Ministry George Bush sample: ‘New World Order’

I’ve played a lot of Call of Duty this year, so when I picked up Black Ops 6 over the weekend, I was coming in hot.

There’s a lot you can say, and there’s a lot that’s been said, about this game’s politics. And other Black Ops games’ politics. And other Call of Dutygames’ politics. Black Ops 6 has WMDs and Saddam; you’re up to your eyeballs in the establishment of the New World Order; you spend a lot of time, as is pretty standard in a Call of Duty game, mowing down dudes for whom English is not their first language at home. If that kind of stuff makes you want to bail on it, or not touch it at all, I get that, it’s a lot!

As a white Western man, I have historically loved this shit, it’s my video game comfort food, even as I appreciate the comfort zones at play and, as an Australian, give zero fucks about all the star-spangled HOO-RAHs. So when I say I love this shit, I don’t mean the politics, which I let wash over my back like water off a duck, but everything *around *them. Call of Duty fills the same spot in my heart that Schwarzenegger movies (many also featuring pretty crummy politics!) used to, in that they are interactive versions of big, dumb, explosive action movies, something to switch off to, but which here also happen to have some of the best moment-to-moment rhythm in video games.

Sadly, the last few games haven’t done it for me, but with* Black Ops 6, *the Call of Dutysingleplayer campaign is back, baby. I’m not saying it’s good, even by this series’ dire standards over the last few years. But it does at least clear the low bar set by the *Modern Warfare *reboots, which given the state of their singleplayer campaigns is nothing short of extraordinary.

The contempt shown towards the last two Modern Warfare singleplayer campaigns (the third especially) pointed towards a future where Call of Duty simply gave up and abandoned them altogether. The high cost of meeting (self-imposed) visual standards, the priority given to the series’ multiple multiplayer modes and some dismal story-telling doomed them from the start, a real shame considering the last campaign before that–2021’s Vanguard–was pretty good!

Black Ops 6 isn’t a return to the heights of the original Modern Warfare games, but it is at least a reversal out of the bin. It’s a full, proper singleplayer campaign, complete with a fleshed-out cast, scripted missions, a plot, the works. None of it made any sense to me, of course, but I found it was more fun not knowing who anyone was or what they were doing, because this allowed me to write everything off–particularly an attempt at looping the zombies mode into the narrative–as a fever dream and just concentrate on the shooting.

I had fun blasting my way through a very well-animated, Tom Clancy-ass story about political intrigue and biological warfare. The series’ gunplay, as always, is crisp, almost tangible. Pulling up your iron sights, pulling the trigger, seeing something fall down, this is where *Call of Duty *has always excelled, and Black Ops 6 is no different. There’s something about the speed it all takes place at, the sound, the animation–nobody does it better.

Panning back out from those iron sights, I appreciated some non-shooty bits of Black Ops 6 as well. There’s loads of interesting espionage gear to play with, an adventure game sequence set at a Bill Clinton fundraiser, a casino heist and some surprisingly enjoyable stealth missions (enjoyable because the second you’re inevitably discovered it just turns into a regular Call of Dutymission, guns blazing). There are also some bigger missions set on the game’s bigger multiplayer maps, where you’re given multiple objectives to complete and the freedom to tackle it all at will. One plays out like a miniature Far Cry, another like a homage to Control, there’s even a Diet *Hitman *in there, and all are a nice little diversion from the more linear, traditional missions.

The tributes to other games don’t end once you’re between stages, either. For reasons that are never quite adequately explained, you and your team of wanted international mercenaries are holed up in a house in Bulgaria where you…can spend cash you pick up during actual levels to take part in what’s essentially a home improvement minigame. You know, mercs for hire, on the run, taking time out to sink some brews and renovate. Normal Call of Duty stuff. It’s extremely stupid, but also charming in its own way; getting to see these gruff killers cooking a stew is a vulnerable, personal touch I wish the series gave us more of.

Black Ops 6’s campaign is not a great shooter. Not by general standards, not even by the franchise’s own standards, which to be fair are, at their peaks, pretty close to some of the best ever made. But you know what, I don’t really mind. It’s just nice to have a Call of Dutysingleplayer game around that’s not terrible. Comfort food doesn’t need Michelin stars. And with my brain switched off and my finger on the trigger, Black Ops 6 sees Call of Duty once again hitting the spot.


→ **EXERCISE**: I need the number of lines in the listing below that contain "notched", and only that number.
SUPPLIED MATERIAL Block Start
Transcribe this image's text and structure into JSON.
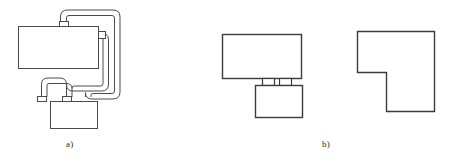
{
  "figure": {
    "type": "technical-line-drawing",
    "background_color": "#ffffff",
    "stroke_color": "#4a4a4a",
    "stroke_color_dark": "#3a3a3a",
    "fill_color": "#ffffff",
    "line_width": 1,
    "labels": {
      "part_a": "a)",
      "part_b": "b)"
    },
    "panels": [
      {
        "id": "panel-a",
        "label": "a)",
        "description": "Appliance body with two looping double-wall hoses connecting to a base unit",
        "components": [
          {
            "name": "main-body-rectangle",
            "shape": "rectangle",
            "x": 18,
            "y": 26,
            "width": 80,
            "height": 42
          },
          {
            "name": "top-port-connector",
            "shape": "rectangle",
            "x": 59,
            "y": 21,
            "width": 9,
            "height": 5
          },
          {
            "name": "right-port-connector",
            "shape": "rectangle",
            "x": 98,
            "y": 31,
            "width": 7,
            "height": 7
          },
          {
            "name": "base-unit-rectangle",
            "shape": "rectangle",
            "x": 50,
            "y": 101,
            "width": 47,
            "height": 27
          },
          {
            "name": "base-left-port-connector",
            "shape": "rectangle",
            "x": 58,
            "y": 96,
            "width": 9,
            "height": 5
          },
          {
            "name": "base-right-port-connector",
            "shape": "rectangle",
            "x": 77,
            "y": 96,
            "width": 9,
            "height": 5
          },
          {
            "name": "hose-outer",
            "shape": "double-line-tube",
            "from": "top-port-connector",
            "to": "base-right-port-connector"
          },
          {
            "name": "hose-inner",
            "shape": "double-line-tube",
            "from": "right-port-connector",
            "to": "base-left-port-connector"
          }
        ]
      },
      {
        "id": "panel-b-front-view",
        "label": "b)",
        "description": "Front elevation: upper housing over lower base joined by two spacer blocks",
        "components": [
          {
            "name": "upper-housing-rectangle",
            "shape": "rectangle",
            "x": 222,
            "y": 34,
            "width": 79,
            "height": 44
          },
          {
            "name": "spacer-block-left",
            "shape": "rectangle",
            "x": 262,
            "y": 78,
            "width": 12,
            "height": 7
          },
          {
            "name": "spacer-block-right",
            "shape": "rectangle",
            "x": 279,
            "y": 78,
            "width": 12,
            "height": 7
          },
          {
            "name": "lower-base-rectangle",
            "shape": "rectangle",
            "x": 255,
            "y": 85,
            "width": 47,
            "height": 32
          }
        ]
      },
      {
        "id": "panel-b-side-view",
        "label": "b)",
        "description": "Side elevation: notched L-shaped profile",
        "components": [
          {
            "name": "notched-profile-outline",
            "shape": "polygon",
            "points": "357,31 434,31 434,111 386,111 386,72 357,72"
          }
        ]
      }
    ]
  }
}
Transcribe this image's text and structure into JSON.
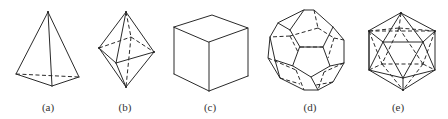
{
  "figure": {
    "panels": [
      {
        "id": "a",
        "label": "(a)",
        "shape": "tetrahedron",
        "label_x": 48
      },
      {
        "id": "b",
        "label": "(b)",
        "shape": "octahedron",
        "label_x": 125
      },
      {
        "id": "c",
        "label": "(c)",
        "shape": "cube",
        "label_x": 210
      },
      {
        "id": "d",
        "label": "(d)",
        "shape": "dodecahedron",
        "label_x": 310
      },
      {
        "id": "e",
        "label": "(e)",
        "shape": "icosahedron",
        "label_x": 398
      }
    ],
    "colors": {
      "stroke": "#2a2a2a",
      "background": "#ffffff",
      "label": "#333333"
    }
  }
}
SUPPLIED MATERIAL Block End
SUPPLIED MATERIAL Block Start
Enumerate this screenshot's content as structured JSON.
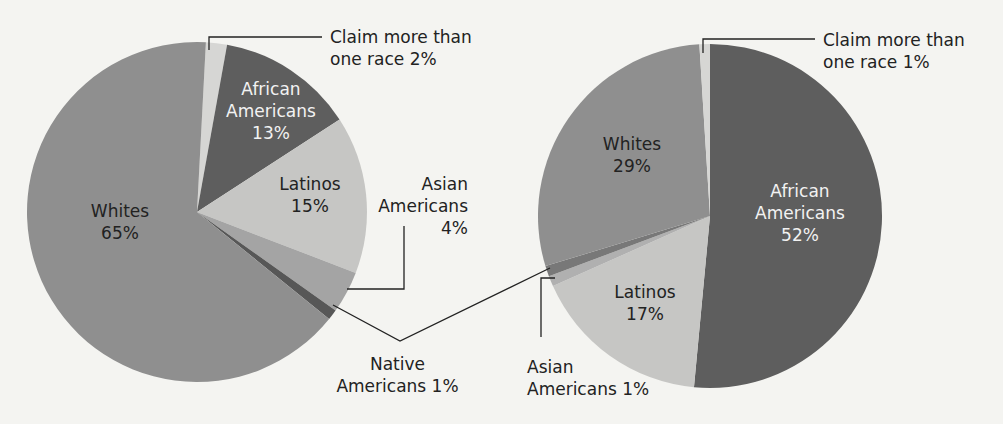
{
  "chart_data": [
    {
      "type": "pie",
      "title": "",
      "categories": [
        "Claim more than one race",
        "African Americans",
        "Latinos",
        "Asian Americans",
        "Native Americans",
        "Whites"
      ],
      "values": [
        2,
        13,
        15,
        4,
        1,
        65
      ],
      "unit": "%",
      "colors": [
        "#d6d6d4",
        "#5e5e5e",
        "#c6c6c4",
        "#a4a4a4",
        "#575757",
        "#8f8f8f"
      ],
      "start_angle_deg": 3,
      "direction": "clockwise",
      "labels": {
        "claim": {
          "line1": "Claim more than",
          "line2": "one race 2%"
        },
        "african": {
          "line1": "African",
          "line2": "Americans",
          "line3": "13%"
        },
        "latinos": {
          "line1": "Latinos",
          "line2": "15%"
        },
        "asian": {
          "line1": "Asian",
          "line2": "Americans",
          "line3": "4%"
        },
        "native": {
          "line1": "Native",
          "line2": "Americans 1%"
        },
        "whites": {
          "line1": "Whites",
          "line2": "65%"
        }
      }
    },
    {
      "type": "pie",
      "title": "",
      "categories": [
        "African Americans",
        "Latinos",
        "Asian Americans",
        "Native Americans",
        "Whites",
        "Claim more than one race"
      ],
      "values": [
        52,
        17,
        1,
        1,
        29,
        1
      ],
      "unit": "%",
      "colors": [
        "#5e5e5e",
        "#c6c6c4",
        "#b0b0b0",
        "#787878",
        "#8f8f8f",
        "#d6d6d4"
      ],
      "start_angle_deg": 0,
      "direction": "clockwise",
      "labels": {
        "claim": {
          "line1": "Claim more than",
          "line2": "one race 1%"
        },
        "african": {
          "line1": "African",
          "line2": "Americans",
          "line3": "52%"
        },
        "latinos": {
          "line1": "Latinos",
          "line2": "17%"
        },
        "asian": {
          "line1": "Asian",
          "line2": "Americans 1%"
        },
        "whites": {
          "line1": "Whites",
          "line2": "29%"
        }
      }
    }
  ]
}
SUPPLIED MATERIAL Block End
→ **ANSWER**: 2